Mark Harwood is an Australian publisher, event curator, and sound artist residing in London. Under the guide of Astor, he records and performs music that deploys a wide variety of techniques including field recording, musique concrète, and thrift shop electronics. All of these forms are approached with a sense of bypassing the clichés embedded within in order to coerce a sound world which is simultaneously contemporary, foreign, beautiful, harrowing, and engaging. In a live setting Harwood’s improvised audacity treads the line between pathos and comedy, entertainment and the absurd. He is known for his collaborations with Áine O’Dwyer and Graham Lambkin, and for his record label Penultimate Press, the first contemporary imprint to investigate Henning Christiansen’s archives.

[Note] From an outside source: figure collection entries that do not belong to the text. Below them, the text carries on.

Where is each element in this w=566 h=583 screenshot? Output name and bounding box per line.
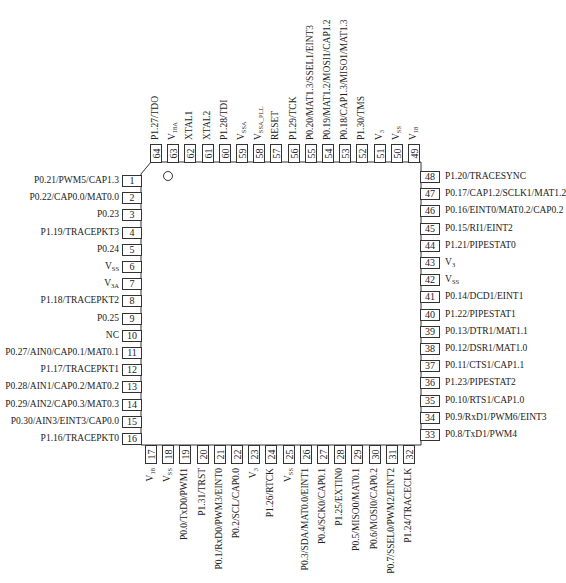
pin-number: 46 — [420, 205, 440, 217]
pin-number-text: 24 — [266, 450, 277, 460]
pin-number: 10 — [122, 330, 142, 342]
pin-number: 62 — [184, 144, 196, 163]
pin-number-text: 63 — [168, 149, 179, 159]
pin-label: VSS — [392, 126, 403, 140]
pin-label: P0.22/CAP0.0/MAT0.0 — [30, 193, 119, 203]
pin-label: P0.25 — [97, 314, 119, 324]
pin-number: 7 — [122, 278, 142, 290]
pin-label: P0.9/RxD1/PWM6/EINT3 — [445, 413, 547, 423]
pin-number: 49 — [408, 144, 420, 163]
pin-number: 24 — [265, 445, 277, 464]
pin-label: P0.11/CTS1/CAP1.1 — [445, 361, 524, 371]
pin-number: 22 — [231, 445, 243, 464]
pin-label: VSS — [105, 262, 119, 273]
pin-number: 19 — [179, 445, 191, 464]
pin-number: 29 — [351, 445, 363, 464]
pin-number: 18 — [162, 445, 174, 464]
pin-number-text: 61 — [202, 149, 213, 159]
pin-number: 31 — [386, 445, 398, 464]
pin-label: P0.20/MAT1.3/SSEL1/EINT3 — [306, 25, 316, 140]
pin-number: 42 — [420, 274, 440, 286]
pin-number: 32 — [403, 445, 415, 464]
pin-number-text: 54 — [323, 149, 334, 159]
pin-label: P0.19/MAT1.2/MOSI1/CAP1.2 — [323, 19, 333, 140]
pin-label: P0.4/SCK0/CAP0.1 — [318, 468, 328, 544]
pin-label: P0.3/SDA/MAT0.0/EINT1 — [301, 468, 311, 570]
pin-number-text: 57 — [271, 149, 282, 159]
pin-label: V3 — [249, 468, 260, 478]
pin-number-text: 58 — [254, 149, 265, 159]
pin-number: 45 — [420, 223, 440, 235]
pin-number: 53 — [339, 144, 351, 163]
pin-label: P1.16/TRACEPKT0 — [41, 434, 119, 444]
pin-label: P0.27/AIN0/CAP0.1/MAT0.1 — [5, 348, 119, 358]
pin-number: 5 — [122, 244, 142, 256]
pin-number: 21 — [214, 445, 226, 464]
pin-number: 55 — [305, 144, 317, 163]
pin-label: V18 — [146, 468, 157, 481]
pin-number: 36 — [420, 377, 440, 389]
pin-label: P1.19/TRACEPKT3 — [41, 228, 119, 238]
pin-number-text: 60 — [219, 149, 230, 159]
pin-number-text: 20 — [197, 450, 208, 460]
pin-number-text: 52 — [357, 149, 368, 159]
pin-number: 3 — [122, 209, 142, 221]
pin-label: P0.10/RTS1/CAP1.0 — [445, 396, 524, 406]
pin-label: P1.24/TRACECLK — [404, 468, 414, 543]
pin-number-text: 18 — [163, 450, 174, 460]
pin-label: P0.15/RI1/EINT2 — [445, 224, 513, 234]
pin-number: 35 — [420, 395, 440, 407]
pin-number: 33 — [420, 429, 440, 441]
pin-label: P0.13/DTR1/MAT1.1 — [445, 327, 528, 337]
pin-number: 43 — [420, 257, 440, 269]
pin-number-text: 21 — [214, 450, 225, 460]
pin-number: 61 — [202, 144, 214, 163]
pin-number-text: 62 — [185, 149, 196, 159]
pin-number: 12 — [122, 364, 142, 376]
pin-label: P0.7/SSEL0/PWM2/EINT2 — [387, 468, 397, 574]
pin-label: P0.1/RxD0/PWM3/EINT0 — [215, 468, 225, 570]
pin-label: P1.18/TRACEPKT2 — [41, 296, 119, 306]
pin-number-text: 23 — [249, 450, 260, 460]
pin-label: P1.27/TDO — [151, 96, 161, 140]
pin-label: V18 — [409, 127, 420, 140]
pin-number: 52 — [356, 144, 368, 163]
pin-label: P0.8/TxD1/PWM4 — [445, 430, 517, 440]
chip-body — [141, 162, 421, 445]
pin-label: VSS — [163, 468, 174, 482]
pin-label: V3 — [445, 258, 455, 269]
pin-label: VSS — [445, 275, 459, 286]
pin-number: 13 — [122, 381, 142, 393]
pin-number: 9 — [122, 313, 142, 325]
pin-number: 2 — [122, 192, 142, 204]
pin-number-text: 51 — [374, 149, 385, 159]
pin-number: 11 — [122, 347, 142, 359]
pin-number-text: 19 — [180, 450, 191, 460]
pin-number-text: 55 — [305, 149, 316, 159]
chip-outline — [141, 162, 421, 445]
pin-label: P1.25/EXTIN0 — [335, 468, 345, 526]
pin-number: 50 — [391, 144, 403, 163]
pin-number-text: 53 — [340, 149, 351, 159]
pin-label: V3 — [375, 130, 386, 140]
pin-label: RESET — [271, 111, 281, 140]
pin-label: P0.28/AIN1/CAP0.2/MAT0.2 — [5, 382, 119, 392]
pin-label: P1.21/PIPESTAT0 — [445, 241, 516, 251]
pin-label: P0.30/AIN3/EINT3/CAP0.0 — [11, 417, 119, 427]
pin-label: XTAL2 — [203, 111, 213, 140]
pin-label: P0.6/MOSI0/CAP0.2 — [370, 468, 380, 549]
pin-label: P1.26/RTCK — [266, 468, 276, 517]
pin-number-text: 27 — [318, 450, 329, 460]
pin-number: 39 — [420, 326, 440, 338]
pin-number: 47 — [420, 188, 440, 200]
pin-number-text: 32 — [404, 450, 415, 460]
pin-number: 26 — [300, 445, 312, 464]
pin-number: 48 — [420, 171, 440, 183]
pin-label: P0.21/PWM5/CAP1.3 — [34, 176, 119, 186]
pin-number-text: 64 — [151, 149, 162, 159]
pin-label: P0.23 — [97, 210, 119, 220]
pin-number-text: 49 — [409, 149, 420, 159]
pin-label: VSSA — [237, 121, 248, 140]
pin-number: 4 — [122, 227, 142, 239]
pin-number-text: 56 — [288, 149, 299, 159]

Ute Wassermann is a voice artist, composer, and improviser known for her extraordinary, many-voiced, and extreme vocal sound-language. She studied visual art at the Academy of Fine Arts in Hamburg with Henning Christiansen and Allan Kaprow, among others, and knew and worked with Christiansen for 20 years. Ute’s unique language takes the voice beyond itself, disconnecting from the human to create a sound world of birds, machines, and electronics. She further extends the voice using bird whistles, palate whistles, speaker objects, resonators, field recordings, and light. Wassermann has performed internationally in both solo and group contexts and has given premieres of numerous works composed especially for her voice, including pieces by Henning Christiansen. Recent commissions for compositions include Chirrup for mixed choir, PianObjects for 2 pianos, objects, and video, Pneuma for voice and talking machine, and habitat imaginario, a site-specific 8-channel-composition for voice, bird whistles, and field recordings.

Thorbjørn Reuter Christiansen (b. 1974, Denmark) is the youngest son of Henning and Ursula Reuter Christiansen and runs the Henning Christiansen Archive on the island of Møn, Denmark.

Organized by Lawrence Kumpf, Artistic Director of Blank Forms, in collaboration with the Henning Christiansen Archive, with support from Nordic Culture Point, the Nordic Culture Fund, Snyk, the Danish Arts Foundation, the Royal Norwegian Consulate, Goethe-Institut, the Danish Consulate General, Music Norway, and Ultima Contemporary Music Festival.